Python-Programming-Lesson-Notes

Reconstructing Data

Explain what each line in the following short program does: what is in first, second, etc.?

first = pd.read_csv('data/gapminder_all.csv', index_col='country')
second = first[first['continent'] == 'Americas']
third = second.drop('Puerto Rico')
fourth = third.drop('continent', axis = 1)
fourth.to_csv('result.csv')
Solution Let’s go through this piece of code line by line. Python
first = pd.read_csv('data/gapminder_all.csv', index_col='country')

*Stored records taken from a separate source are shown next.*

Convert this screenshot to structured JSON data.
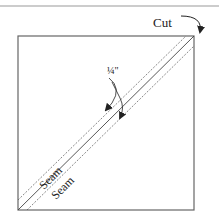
{
  "diagram": {
    "labels": {
      "cut": "Cut",
      "seam_allowance": "¼\"",
      "seam_upper": "Seam",
      "seam_lower": "Seam"
    },
    "colors": {
      "line": "#444444",
      "top_rule": "#999999",
      "background": "#ffffff"
    }
  }
}
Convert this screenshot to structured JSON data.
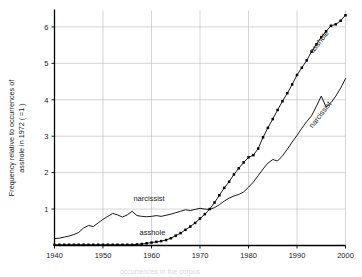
{
  "chart_data": {
    "type": "line",
    "title": "",
    "subtitle": "",
    "xlabel": "",
    "ylabel": "Frequency relative to occurrences of asshole in 1972 ( =1 )",
    "ylabel_line1": "Frequency relative to occurrences of",
    "ylabel_line2": "asshole in 1972 ( =1 )",
    "xlim": [
      1940,
      2000
    ],
    "ylim": [
      0,
      6.45
    ],
    "xticks": [
      1940,
      1950,
      1960,
      1970,
      1980,
      1990,
      2000
    ],
    "xtick_labels": [
      "1940",
      "1950",
      "1960",
      "1970",
      "1980",
      "1990",
      "2000"
    ],
    "yticks": [
      1,
      2,
      3,
      4,
      5,
      6
    ],
    "ytick_labels": [
      "1",
      "2",
      "3",
      "4",
      "5",
      "6"
    ],
    "grid": true,
    "grid_axes": "both",
    "legend": "inline-annotations",
    "annotations": [
      {
        "text": "narcissist",
        "x": 1959.5,
        "y": 1.22,
        "rotation": 0
      },
      {
        "text": "asshole",
        "x": 1960.2,
        "y": 0.3,
        "rotation": 0
      },
      {
        "text": "asshole",
        "x": 1995.0,
        "y": 5.55,
        "rotation": -52
      },
      {
        "text": "narcissist",
        "x": 1995.2,
        "y": 3.55,
        "rotation": -52
      }
    ],
    "series": [
      {
        "name": "asshole",
        "color": "#000000",
        "marker": "square",
        "x": [
          1940,
          1941,
          1942,
          1943,
          1944,
          1945,
          1946,
          1947,
          1948,
          1949,
          1950,
          1951,
          1952,
          1953,
          1954,
          1955,
          1956,
          1957,
          1958,
          1959,
          1960,
          1961,
          1962,
          1963,
          1964,
          1965,
          1966,
          1967,
          1968,
          1969,
          1970,
          1971,
          1972,
          1973,
          1974,
          1975,
          1976,
          1977,
          1978,
          1979,
          1980,
          1981,
          1982,
          1983,
          1984,
          1985,
          1986,
          1987,
          1988,
          1989,
          1990,
          1991,
          1992,
          1993,
          1994,
          1995,
          1996,
          1997,
          1998,
          1999,
          2000
        ],
        "values": [
          0.02,
          0.02,
          0.02,
          0.02,
          0.02,
          0.02,
          0.02,
          0.02,
          0.02,
          0.02,
          0.02,
          0.02,
          0.02,
          0.02,
          0.02,
          0.02,
          0.02,
          0.03,
          0.04,
          0.06,
          0.08,
          0.1,
          0.12,
          0.15,
          0.2,
          0.27,
          0.34,
          0.43,
          0.52,
          0.62,
          0.74,
          0.86,
          1.0,
          1.18,
          1.38,
          1.58,
          1.75,
          1.95,
          2.12,
          2.28,
          2.42,
          2.48,
          2.66,
          2.97,
          3.23,
          3.47,
          3.72,
          3.96,
          4.18,
          4.42,
          4.68,
          4.88,
          5.08,
          5.32,
          5.52,
          5.72,
          5.88,
          6.03,
          6.07,
          6.17,
          6.32
        ]
      },
      {
        "name": "narcissist",
        "color": "#000000",
        "marker": "none",
        "x": [
          1940,
          1941,
          1942,
          1943,
          1944,
          1945,
          1946,
          1947,
          1948,
          1949,
          1950,
          1951,
          1952,
          1953,
          1954,
          1955,
          1956,
          1957,
          1958,
          1959,
          1960,
          1961,
          1962,
          1963,
          1964,
          1965,
          1966,
          1967,
          1968,
          1969,
          1970,
          1971,
          1972,
          1973,
          1974,
          1975,
          1976,
          1977,
          1978,
          1979,
          1980,
          1981,
          1982,
          1983,
          1984,
          1985,
          1986,
          1987,
          1988,
          1989,
          1990,
          1991,
          1992,
          1993,
          1994,
          1995,
          1996,
          1997,
          1998,
          1999,
          2000
        ],
        "values": [
          0.19,
          0.2,
          0.23,
          0.26,
          0.3,
          0.36,
          0.48,
          0.55,
          0.52,
          0.62,
          0.72,
          0.8,
          0.88,
          0.84,
          0.78,
          0.84,
          0.94,
          0.82,
          0.8,
          0.79,
          0.8,
          0.82,
          0.8,
          0.83,
          0.86,
          0.9,
          0.94,
          0.98,
          0.96,
          0.99,
          1.02,
          1.0,
          0.99,
          1.04,
          1.12,
          1.22,
          1.3,
          1.36,
          1.4,
          1.47,
          1.6,
          1.74,
          1.92,
          2.1,
          2.26,
          2.36,
          2.32,
          2.46,
          2.64,
          2.84,
          3.02,
          3.22,
          3.4,
          3.56,
          3.82,
          4.1,
          3.8,
          3.92,
          4.1,
          4.32,
          4.58
        ]
      }
    ],
    "footer_ghost_text": "occurrences in the corpus"
  },
  "colors": {
    "line": "#000000",
    "grid": "#b9b9b9",
    "axis": "#000000",
    "background": "#ffffff"
  }
}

This line loads the dataset containing the GDP data from all countries into a dataframe called first. The index_col='country' parameter selects which column to use as the row labels in the dataframe. Python
second = first[first['continent'] == 'Americas']
This line makes a selection: only those rows of first for which the ‘continent’ column matches ‘Americas’ are extracted. Notice how the Boolean expression inside the brackets, first['continent'] == 'Americas', is used to select only those rows where the expression is true. Try printing this expression! Can you print also its individual True/False elements? (hint: first assign the expression to a variable) Python
third = second.drop('Puerto Rico')
As the syntax suggests, this line drops the row from second where the label is ‘Puerto Rico’. The resulting dataframe third has one row less than the original dataframe second. Python
fourth = third.drop('continent', axis = 1)

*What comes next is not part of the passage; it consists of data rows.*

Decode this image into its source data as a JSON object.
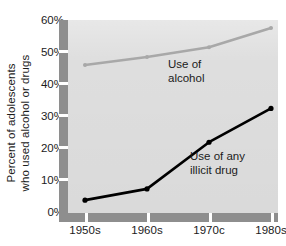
{
  "chart_data": {
    "type": "line",
    "title": "",
    "xlabel": "",
    "ylabel": "Percent of adolescents who used alcohol or drugs",
    "categories": [
      "1950s",
      "1960s",
      "1970s",
      "1980s"
    ],
    "x_tick_labels": [
      "1950s",
      "1960s",
      "1970c",
      "1980s"
    ],
    "y_tick_labels": [
      "0%",
      "10%",
      "20%",
      "30%",
      "40%",
      "50%",
      "60%"
    ],
    "y_tick_values": [
      0,
      10,
      20,
      30,
      40,
      50,
      60
    ],
    "ylim": [
      0,
      60
    ],
    "grid": false,
    "legend_position": "inline-annotations",
    "series": [
      {
        "name": "Use of alcohol",
        "label_line1": "Use of",
        "label_line2": "alcohol",
        "color": "#a8a8a8",
        "marker": "dot",
        "values": [
          46,
          48.5,
          51.5,
          57.5
        ]
      },
      {
        "name": "Use of any illicit drug",
        "label_line1": "Use of any",
        "label_line2": "illicit drug",
        "color": "#000000",
        "marker": "dot",
        "values": [
          4,
          7.5,
          22,
          32.5
        ]
      }
    ]
  },
  "axes": {
    "ylabel_line1": "Percent of adolescents",
    "ylabel_line2": "who used alcohol or drugs",
    "yticks": [
      {
        "label": "60%",
        "value": 60
      },
      {
        "label": "50%",
        "value": 50
      },
      {
        "label": "40%",
        "value": 40
      },
      {
        "label": "30%",
        "value": 30
      },
      {
        "label": "20%",
        "value": 20
      },
      {
        "label": "10%",
        "value": 10
      },
      {
        "label": "0%",
        "value": 0
      }
    ],
    "xticks": [
      {
        "label": "1950s"
      },
      {
        "label": "1960s"
      },
      {
        "label": "1970c"
      },
      {
        "label": "1980s"
      }
    ]
  },
  "annotations": {
    "alcohol": {
      "line1": "Use of",
      "line2": "alcohol"
    },
    "illicit": {
      "line1": "Use of any",
      "line2": "illicit drug"
    }
  },
  "colors": {
    "plot_background": "#dedede",
    "axis_band": "#8e8e8e",
    "alcohol_line": "#a8a8a8",
    "illicit_line": "#000000",
    "text": "#1b1b1b"
  }
}
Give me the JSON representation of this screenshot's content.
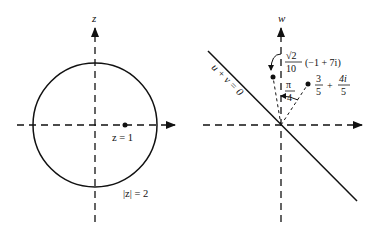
{
  "left_panel": {
    "axis_label": "z",
    "point_label": "z = 1",
    "circle_label": "|z| = 2",
    "circle": {
      "cx": 95,
      "cy": 125,
      "r": 62
    },
    "point": {
      "x": 125,
      "y": 125
    }
  },
  "right_panel": {
    "axis_label": "w",
    "line_label": "u + v = 0",
    "angle_label_num": "π",
    "angle_label_den": "4",
    "point_a": {
      "label_frac1_num": "3",
      "label_frac1_den": "5",
      "label_plus": "+",
      "label_frac2_num": "4i",
      "label_frac2_den": "5",
      "x": 308,
      "y": 84
    },
    "point_b": {
      "label_frac_num": "√2",
      "label_frac_den": "10",
      "label_tail": "(−1 + 7i)",
      "x": 273,
      "y": 77
    }
  },
  "colors": {
    "ink": "#111111",
    "background": "#ffffff"
  }
}
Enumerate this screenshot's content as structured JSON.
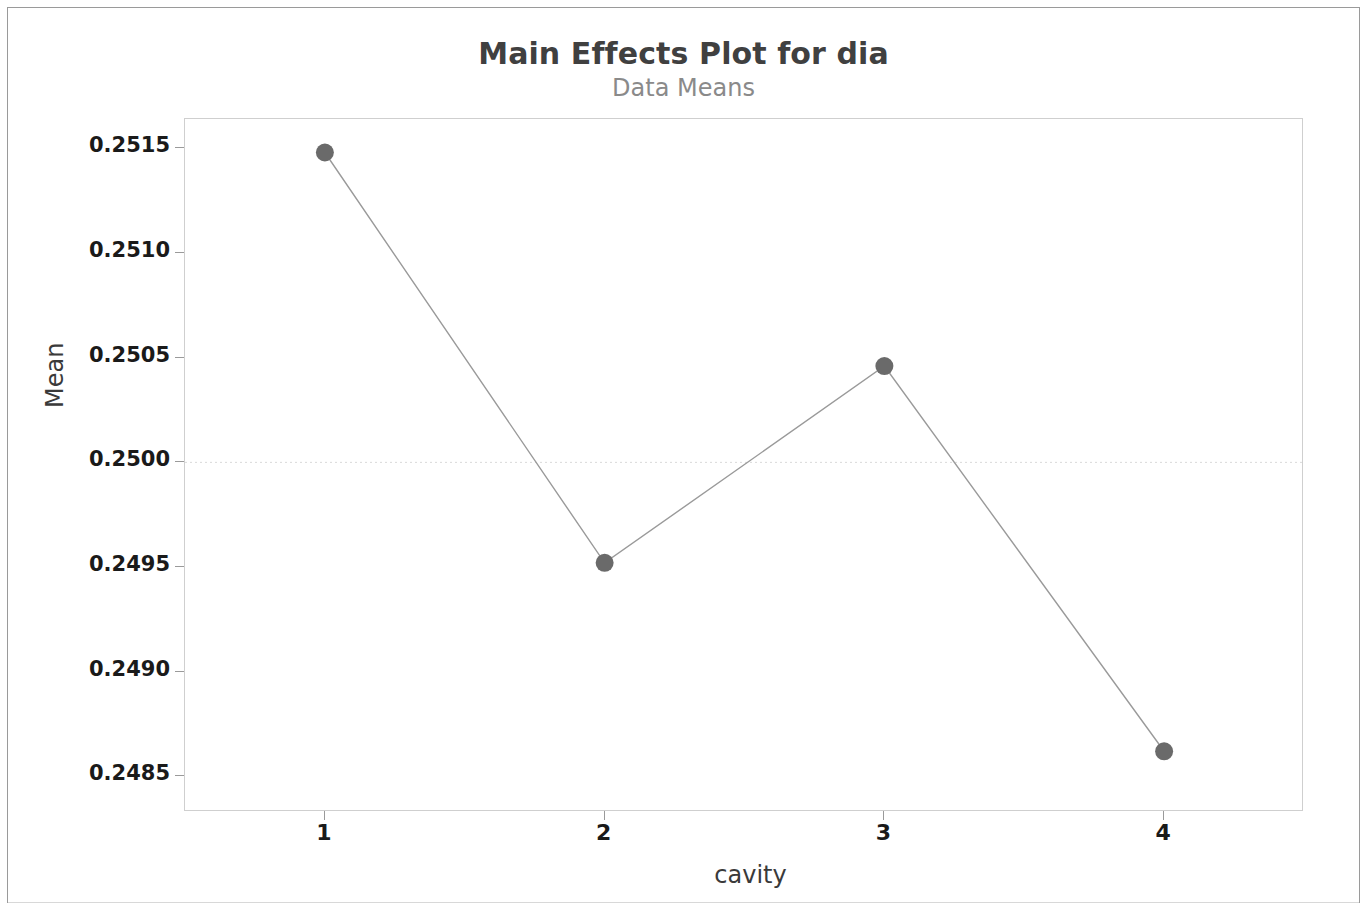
{
  "chart_data": {
    "type": "line",
    "title": "Main Effects Plot for dia",
    "subtitle": "Data Means",
    "xlabel": "cavity",
    "ylabel": "Mean",
    "categories": [
      "1",
      "2",
      "3",
      "4"
    ],
    "values": [
      0.25148,
      0.24952,
      0.25046,
      0.24862
    ],
    "ylim": [
      0.24833,
      0.25164
    ],
    "y_ticks": [
      "0.2485",
      "0.2490",
      "0.2495",
      "0.2500",
      "0.2505",
      "0.2510",
      "0.2515"
    ],
    "y_tick_values": [
      0.2485,
      0.249,
      0.2495,
      0.25,
      0.2505,
      0.251,
      0.2515
    ],
    "x_ticks": [
      "1",
      "2",
      "3",
      "4"
    ],
    "reference_line": 0.25,
    "grid": false,
    "legend": "none",
    "marker": "filled-circle",
    "marker_color": "#6a6a6a",
    "line_color": "#9a9a9a",
    "reference_line_color": "#d9d9d9",
    "plot_border_color": "#cfcfcf",
    "title_color": "#404040",
    "subtitle_color": "#8a8a8a"
  }
}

Again we apply the drop function, but in this case we are dropping not a row but a whole column. To accomplish this, we need to specify also the axis parameter (we want to drop the second column which has index 1). Python
fourth.to_csv('result.csv')
The final step is to write the data that we have been working on to a csv file. Pandas makes this easy with the to_csv() function. The only required argument to the function is the filename. Note that the file will be written in the directory from which you started the Jupyter or Python session.